Soak the Rich?
Fiscal cliff, Taxes
The “fiscal cliff” drama is playing out in Washington, with Barack Obama fixated, apparently, on raising taxes on “the rich”–i.e., hard-working families, most of them with multiple income-earners. So the IRS’s recent release of tax data for 2010 is timely. The American Enterprise Institute has the numbers:
When 1% of the population pays as much in income taxes as 95%, something is seriously wrong. More than any other developed country, the U.S. already depends on its high earners to subsidize everyone else when it comes to taxes. Enough is enough: at some point, it isn’t taxation, it’s theft. If people think they have the right to vote, they should be willing to step up to the plate and pay some income taxes, even if the amount is modest.
http://www.powerlineblog.com/archives/2012/12/soak-the-rich-4.php
in The “fiscal cliff” drama is playing out in Washington, with Barack Obama fixated, apparently, on raising taxes on “the rich”–i.e., hard-working families, most of them with multiple income-earners. So the IRS’s recent release of tax data for 2010 is timely. The American Enterprise Institute has the numbers:
According to new IRS data, the 1.35 million taxpayers that represent the highest-earning one percent of the Americans who filed federal income tax returns in 2010 earned 18.9% of the total gross income and paid 37.4% of all federal income taxes paid in that year. In contrast, the 128.3 million taxpayers in the bottom 95% of all U.S. taxpayers in 2010 earned 66.2% of gross income and that group paid 40.9% of all taxes paid. In other words, the top 1 percent (1.35 million) of American taxpayers paid almost as much federal income tax in 2010 ($354.8 billion) as the entire bottom 95% of American tax filers ($388.4 billion).So the top 1% pay twice their fair share of federal income taxes. This chart shows the data graphically:
When 1% of the population pays as much in income taxes as 95%, something is seriously wrong. More than any other developed country, the U.S. already depends on its high earners to subsidize everyone else when it comes to taxes. Enough is enough: at some point, it isn’t taxation, it’s theft. If people think they have the right to vote, they should be willing to step up to the plate and pay some income taxes, even if the amount is modest.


What to do:
Each line of data below must be printed exactly as written, with any pictures removed.

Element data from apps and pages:
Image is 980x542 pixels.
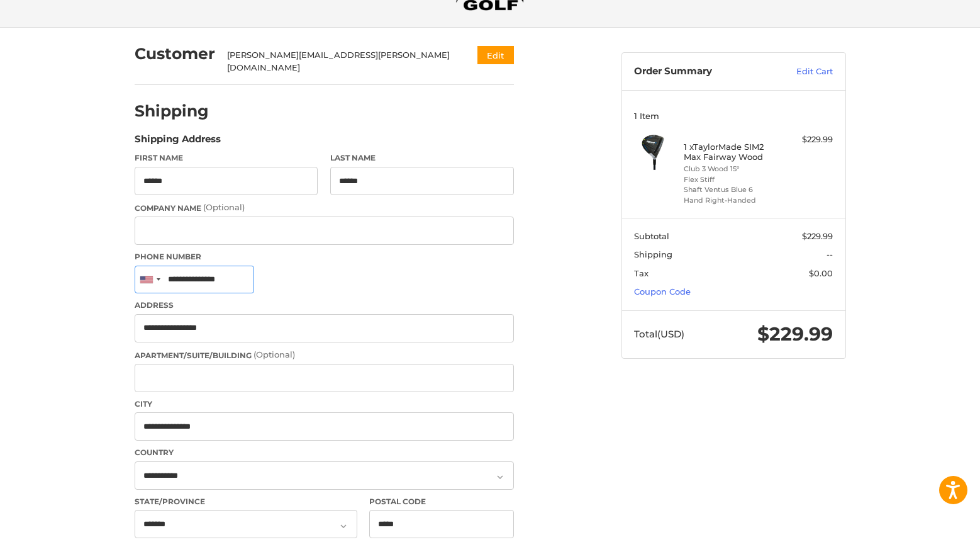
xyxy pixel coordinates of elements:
[135,496,358,507] label: State/Province
[254,349,295,359] small: (Optional)
[770,66,833,78] a: Edit Cart
[135,101,208,121] h2: Shipping
[684,174,780,185] li: Flex Stiff
[135,132,221,153] legend: Shipping Address
[684,195,780,206] li: Hand Right-Handed
[135,153,318,164] label: First Name
[135,398,514,410] label: City
[809,268,833,278] span: $0.00
[135,266,164,293] div: United States: +1
[634,231,669,241] span: Subtotal
[784,133,833,146] div: $229.99
[684,164,780,174] li: Club 3 Wood 15°
[135,251,514,262] label: Phone Number
[876,508,980,542] iframe: Google Customer Reviews
[135,44,215,63] h2: Customer
[634,111,833,121] h3: 1 Item
[802,231,833,241] span: $229.99
[135,201,514,214] label: Company Name
[684,184,780,195] li: Shaft Ventus Blue 6
[758,322,833,346] span: $229.99
[135,349,514,361] label: Apartment/Suite/Building
[369,496,514,507] label: Postal Code
[135,299,514,311] label: Address
[634,66,770,78] h3: Order Summary
[634,328,685,340] span: Total (USD)
[330,153,514,164] label: Last Name
[634,286,691,296] a: Coupon Code
[684,142,780,162] h4: 1 x TaylorMade SIM2 Max Fairway Wood
[478,46,514,64] button: Edit
[634,268,649,278] span: Tax
[227,49,453,74] div: [PERSON_NAME][EMAIL_ADDRESS][PERSON_NAME][DOMAIN_NAME]
[204,202,245,212] small: (Optional)
[827,249,833,260] span: --
[135,447,514,458] label: Country
[634,249,673,260] span: Shipping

Exercise answer:
Image is 980x542 pixels.
xyxy pixel coordinates of elements:
[135,496,358,507] label: State/Province
[254,349,295,359] small: (Optional)
[770,66,833,78] a: Edit Cart
[135,101,208,121] h2: Shipping
[684,174,780,185] li: Flex Stiff
[135,132,221,153] legend: Shipping Address
[684,195,780,206] li: Hand Right-Handed
[135,153,318,164] label: First Name
[135,398,514,410] label: City
[809,268,833,278] span: $0.00
[135,266,164,293] div: United States: +1
[634,231,669,241] span: Subtotal
[784,133,833,146] div: $229.99
[684,164,780,174] li: Club 3 Wood 15°
[135,251,514,262] label: Phone Number
[876,508,980,542] iframe: Google Customer Reviews
[135,44,215,63] h2: Customer
[634,111,833,121] h3: 1 Item
[802,231,833,241] span: $229.99
[135,201,514,214] label: Company Name
[684,184,780,195] li: Shaft Ventus Blue 6
[758,322,833,346] span: $229.99
[135,349,514,361] label: Apartment/Suite/Building
[369,496,514,507] label: Postal Code
[135,299,514,311] label: Address
[634,66,770,78] h3: Order Summary
[634,328,685,340] span: Total (USD)
[330,153,514,164] label: Last Name
[634,286,691,296] a: Coupon Code
[684,142,780,162] h4: 1 x TaylorMade SIM2 Max Fairway Wood
[478,46,514,64] button: Edit
[634,268,649,278] span: Tax
[227,49,453,74] div: [PERSON_NAME][EMAIL_ADDRESS][PERSON_NAME][DOMAIN_NAME]
[204,202,245,212] small: (Optional)
[827,249,833,260] span: --
[135,447,514,458] label: Country
[634,249,673,260] span: Shipping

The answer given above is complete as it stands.